Decision in brief: Go-To Developments Holdings Inc., Enforcement Proceeding, Merits, May 6, 2025

Citation

Go-To Developments Holdings Inc. (Re), 2025 ONCMT 8

Arbitres
M. Cecilia Williams (chair of the panel), Geoffrey D. Creighton and Cathy Singer
Date des motifs:
Numéro de dossier:
Type d'audience:
Merits
Candidats / Répondants :
Go-To Developments Holdings Inc., Go-To Spadina Adelaide Square Inc., Furtado Holdings Inc. and Oscar Furtado

In this enforcement case, the OSC says that Oscar Furtado and companies he controls, Furtado Holdings, Go-To Developments Holdings, and Go-To Spadina Adelaide Square, defrauded investors, were in the business of trading securities without being registered with the OSC and made improper statements to investors relating to that trading. The OSC also says that Furtado misled OSC staff when they questioned him about their investigation.

Furtado ran a real estate development business. Furtado Holdings is his personal and family holding company. Through it, he owns Go-to Developments Holdings, which is a real estate development company. Go-To Developments Holdings set up and managed limited partnerships for each of its real estate projects. Go-To Spadina Adelaide Square was set up to manage the Adelaide Limited Partnership.

The Tribunal decided that Furtado and his companies committed five frauds connected to the Adelaide Limited Partnership.

In the first fraud, they did not tell investors that Furtado would personally benefit from the partnership’s purchase of properties.

In the second fraud, they paid one investor before other investors were paid, which the partnership agreement did not allow.

In the third fraud, they used the assets of two other limited partnerships to secure a loan on a property owned by the Adelaide Limited Partnership. The agreements for the other two limited partnerships did not allow this use of their assets.

In the fourth fraud, they lied to an investor about the Adelaide Limited Partnership’s finances in order to get him to invest another $12 million and did not tell him that Furtado would personally benefit.

In the fifth fraud, they turned an investor’s equity investment in the Adelaide Limited Partnership into a debt, which was a fraud on the limited partnership and its investors.

When deciding about those five frauds, the Tribunal disagreed with Furtado and his companies that the OSC had to prove that investors actually relied on what Furtado did or didn’t tell them.

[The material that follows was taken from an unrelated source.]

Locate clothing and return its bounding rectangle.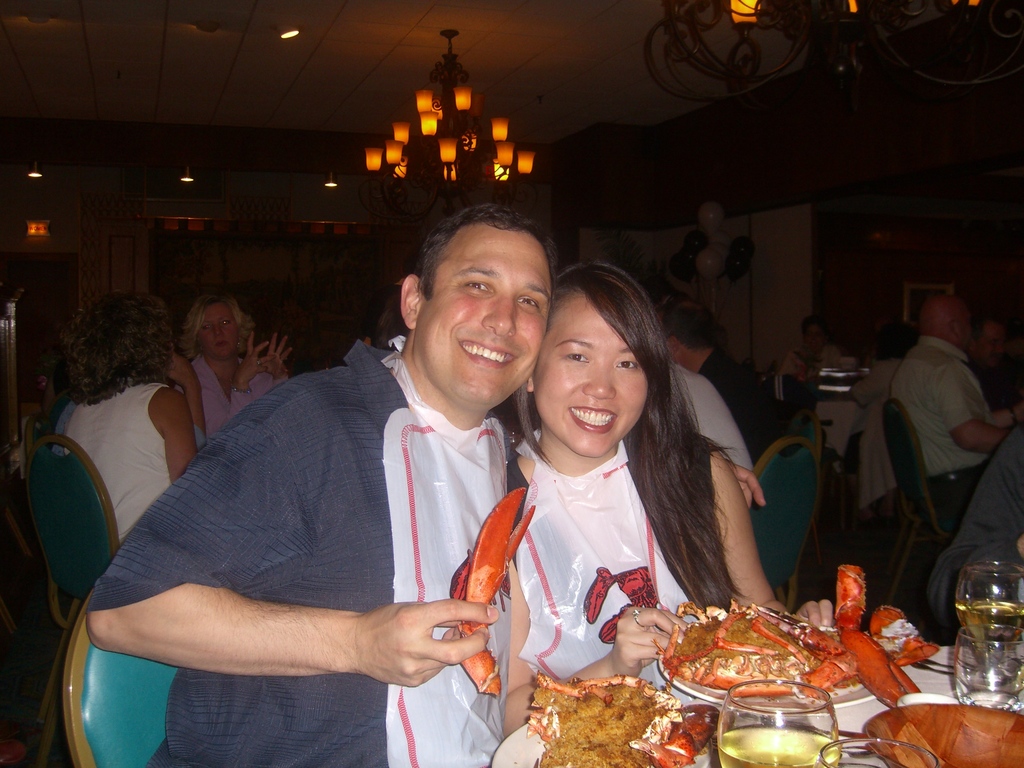
<bbox>192, 364, 289, 446</bbox>.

The Tribunal then dealt with the OSC’s allegation that Furtado and his companies were in the “business” of trading in securities. If they were, they would have to be registered with the OSC. The Tribunal decided that Furtado and his companies were not in the business of trading securities. Instead, they were primarily real estate developers who sold securities to fund their development projects.

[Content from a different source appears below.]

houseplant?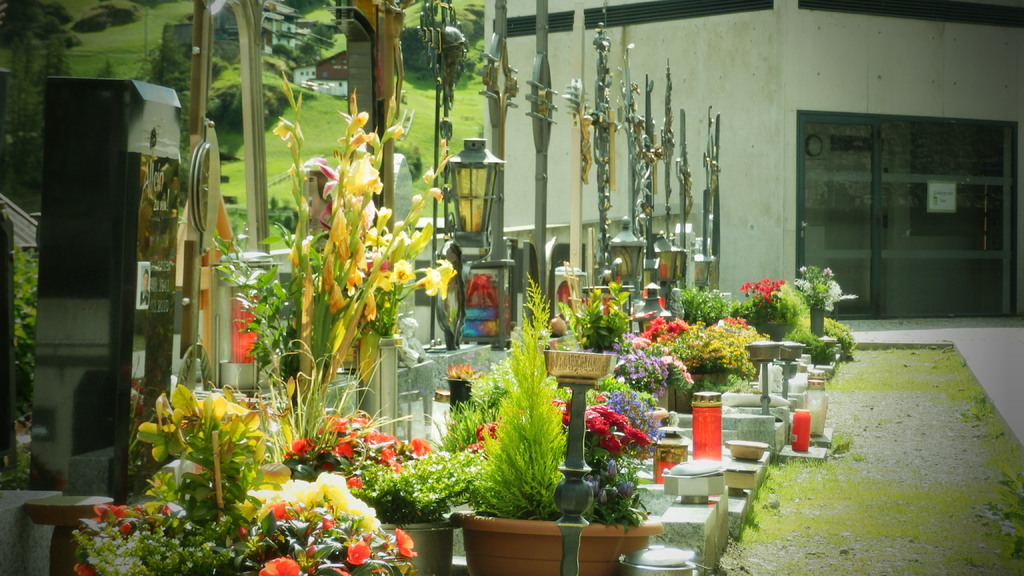
select_region(459, 268, 666, 575)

The OSC’s allegation that Furtado and his companies made prohibited statements depended on them having to be registered with the OSC. Because the Tribunal found that Furtado and his companies were not in the business of trading securities, that meant that they didn’t have to be registered, so the Tribunal dismissed this allegation.

Finally, the Tribunal decided that Furtado misled OSC staff in his interviews by saying that the payments he received from the partnership’s purchase of the Adelaide Properties were unexpected.

As a result of this decision, the Tribunal will hold a hearing to decide what sanctions and costs it should order against Furtado and his companies because of their conduct.

Préparées par le personnel du Secrétariat de la gouvernance et du Tribunal, les décisions en bref aident le public à mieux comprendre les décisions du Tribunal. Elles ne font pas partie des motifs invoqués par le Tribunal et ne sont pas utilisées dans les procédures judiciaires.